“I’m sorry I haven’t called,” I mumble. “Things here have been busy.”
“Oh, honey, don’t worry. We haven’t had a moment’s peace either.”
Crap. “Did you need me to come home and help pack anything? I’m sure if I explained to my professors they’d understand.”
“That’s what I was calling about,” she says.
My stomach drops and this faint buzzing blurs out everything except her voice. “You were?”
“Finny, you will not believe this.” She laughs, a sound a little too close to tears for my taste. “The Wednesday after you left, there was a freak frost. Ours was the only county unaffected.”
“Wh-what?” I manage to make it to a nearby bench before my legs finish going out from under me. A few students walk the nearby paths, but no one gives me a second look even though I’m pretty sure my head’s exploding. A freak frost.
There’s no such thing. Not one that carefully targets every county but one.
“We sold the crop for five times what we’ve gotten in the past.” The laughter’s turned into tears now. But I recognize this crying. It’s her Christmas-morning, Fourth-of-July-barbeque, just-got-home-from-another-perfect-wedding, my-son-got-into-college, life-is-beautiful-and-perfect crying. It makes my throat tight and my eyes prickle. “Finny, it’s a miracle.”
Miracles aren’t real. They don’t just happen. But right now, while my mother celebrates, I don’t care. “There’s money now? What about the farm?”
“We went to the bank this morning. It’s fine. We’re fine. The farm’s still ours. We aren’t going anywhere.”
“Holy crap.”
It doesn’t matter that I’m sitting in the middle of campus on a bench dressed in workout clothes. I tilt my head back and wipe away the tears spilling down my cheeks, laughing along with my mother.
Our home is safe. The place that’s meant the most to me all my life remains part of our family. Whatever happens to me, it will still be there to protect them.
It takes a while for our laughter to peter out and I enjoy the warmth of the autumn sun on my skin.
“Honey, can I ask you something?” She only waits long enough for me to make a noise of consent before she continues. “Have you thought about what you’re going to do with your magick?”
The bench back digs into my shoulder blades when I stiffen. I bluster for a moment, unable to decide what lie would hurt her the least, but Mom knows me too well. “I thought if you knew we were okay,” she says, “it might make the decision easier for you.”
I wonder if it would have changed my choice about closing myself off from the ley line. Mastering its magick was critical to supporting my parents, but Roark’s singular ability to share the experience became just as important to me. Knowing we would never again work together to forge that raw energy would reopen the wound of our separation every time I channeled. I don’t know if I could have handled that in the immediate aftermath. I don’t know if I’ll ever be able to handle it, or even want to try.

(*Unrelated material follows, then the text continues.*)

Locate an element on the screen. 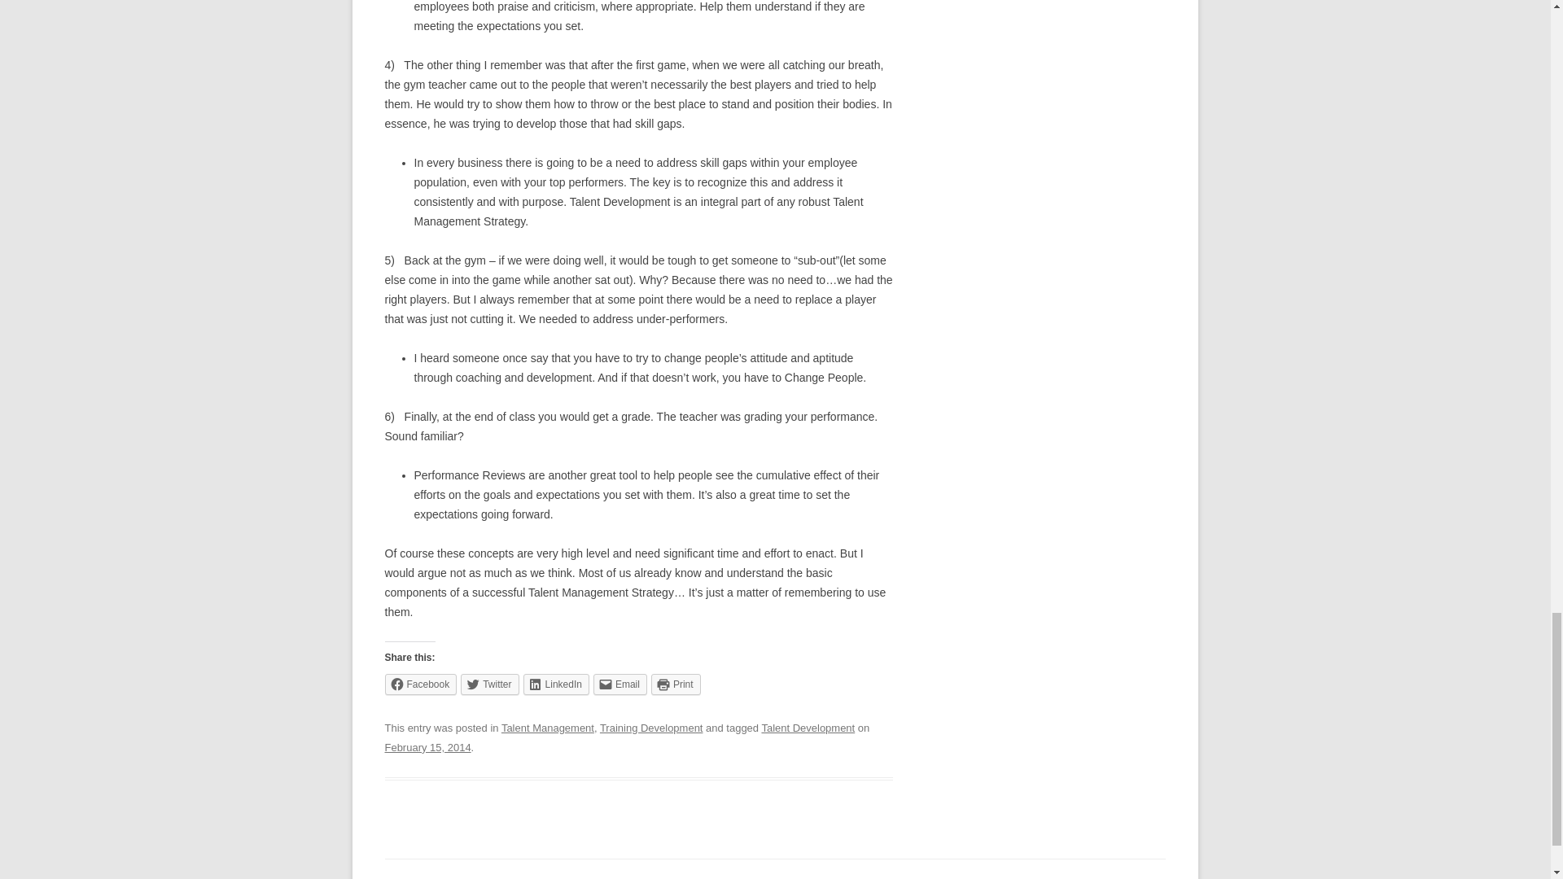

Mom’s still going, gaining speed as she builds to her real point. “Your father and I talked a lot after you left. We didn’t know how much pressure you were under. Until you told us what was happening, we never dreamed you’d try to make such an awful choice.”

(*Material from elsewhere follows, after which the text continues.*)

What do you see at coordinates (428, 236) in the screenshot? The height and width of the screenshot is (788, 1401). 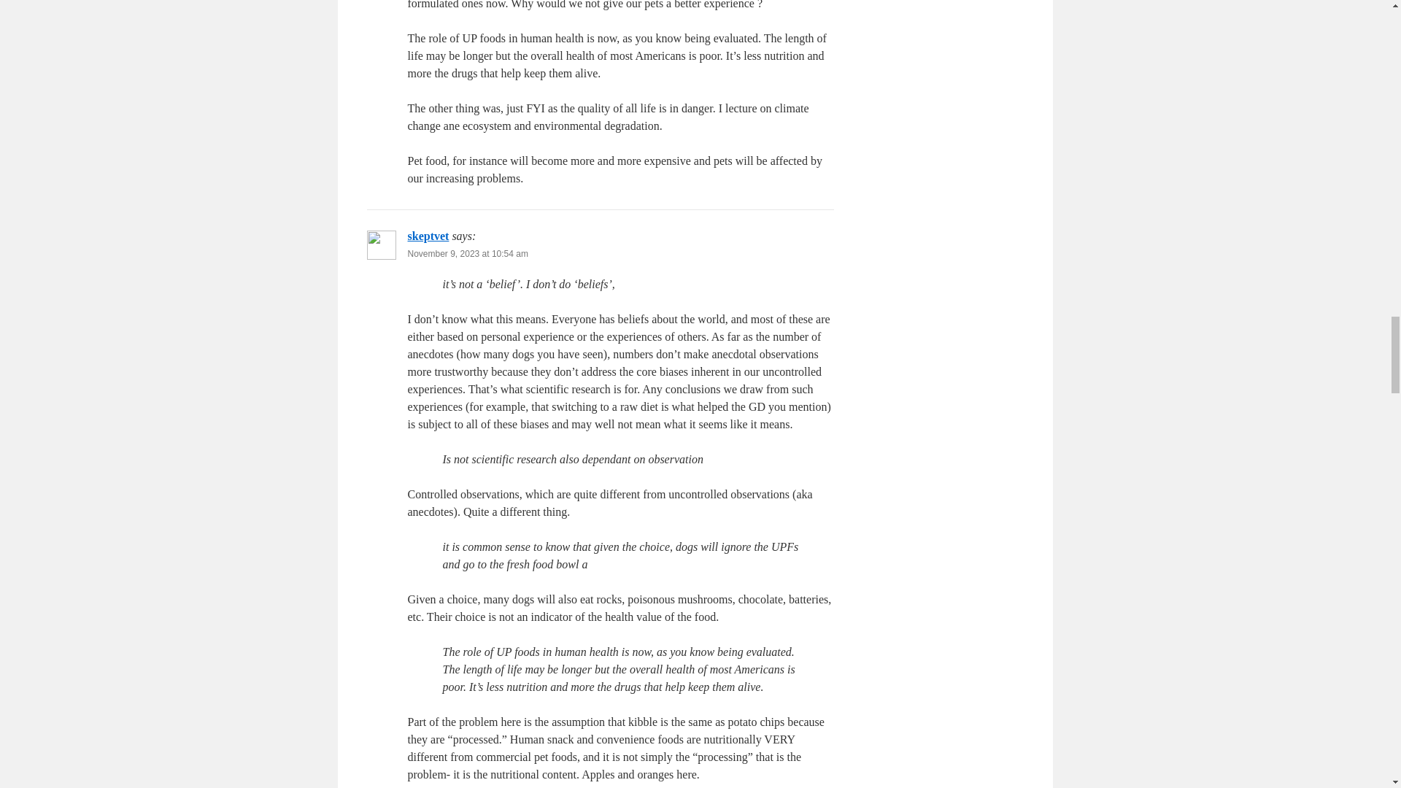 I see `skeptvet` at bounding box center [428, 236].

“It wasn’t awful,” I protest, but the noise she makes is pure skepticism.
“You thought you had to pick us or your magick. The same magick you said was part of you.”
Heat prickles my ears and I know I’m flushing. When she says it like that, like it’s a delusion she can’t believe I lived with for so long, I feel awkwardly young and inexperienced. I pick at a small hole forming in my shirt and mumble, “I didn’t mind. I...I needed to protect you.”
“Finny, listen to me. Are you listening? We are your parents. It is our job to protect you. We didn’t do such a great job the past year—ah, ah, ah, don’t interrupt me, young man!—but that ends now. No more hiding, no more pretending everything is okay.” Her sigh gusts through the line. “You are not indebted to us because you were born. Your life is your own. However long or short you decide that is.”
I try to hide my sniffling as I use my shirt to mop away the fresh tears. Mom hears it anyway and I press the phone harder to my ear when she clears her throat. It takes a beat, but she says, “I may not know much about magick or its consequences, but I know about living. Heartache is a part of life. You have to walk with it. And when the time comes, you leave it behind and run toward hope, no matter the cost.”
“But you and Dad—”
“Only want you to be happy,” she interrupts. Her tenderness makes me cry harder and the shirt’s fabric grows damp against my hand when I continue to press it to my face. “We don’t have to understand. We just need to know it’s what you’ve chosen. Whatever happens, we’ll be okay. All of us.”
She waits patiently for the worst of the crying to end before asking, “Do you understand me, Finny? We’ll be okay.”
“Yeah, Mom. I heard you.”
“Good. Now that we have that little detail cleared up—”
I can’t contain a watery chuckle. “Little detail. Right.”